One of the three newly published protocols is for the microfabrication of anisotropic nanofluidic sieving structures. This protocol opens the possibility of a more direct analysis of biological molecules by continuous flow separation as it uses nanofilters of precise, macromolecule-size dimensions. And of course everything done on this tiny scale is pretty cool. The two types of ANA described are referred to as ‘planar’ and ‘vertical’. They are schematically illustrated in Figure 1 and there are some amazing photographs in Figure 2. You can also get a flavour for the protocol, from the procedure for the fabrication of the vertical ANA device (Box 1).
This is one of the first protocols that I have been responsible for since my return, and so I can tell you that its publication in Nature Protocols was dependant on the addition of this sentence to the abstract (and the expansion of the ideas to the introduction):
“This protocol is most useful for bioengineers who are interested in developing automated multistep chip-based bioanalysis systems and assumes previous cleanroom microfabrication knowledge.”
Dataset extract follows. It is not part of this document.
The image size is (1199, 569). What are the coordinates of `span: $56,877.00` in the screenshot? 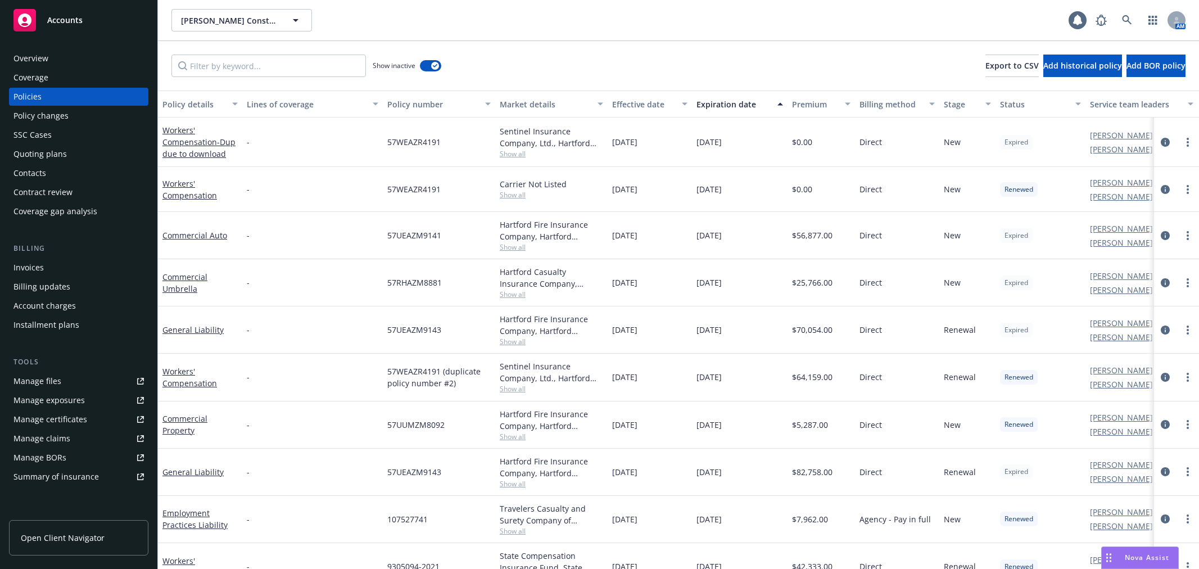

In other words, you can’t just wake up one morning and decide that you would like to make some sieves-on-a-chip, and expect to be able to set it up: you need to have some relevant experience and you have to have a very, very clean room.
The Dekker household recently acquired a new vacuum cleaner: the type that can also be used to clean your carpets and suck up large spills/floods of the type that have started to loom large on the event-horizon. The first time I used it… well it is astonishing how much dirt is hiding in the carpets, isn’t it? But I thought: perhaps our old vacuum cleaner was not really doing its function and next time there will be less. The surprising thing was that even if I vacuum every day, it still picks up an extraordinary amount of hair (inter alia). We must shed it all the time.
Now, I know that there is a lot more to a cleanroom than keeping stray hairs out, but it is amazing to think that the structures on these chips are so much smaller (0.075 – 1.2 microns) than the diameter of the hairs on my head (diameter of human hair is apparently 40 to 120 microns).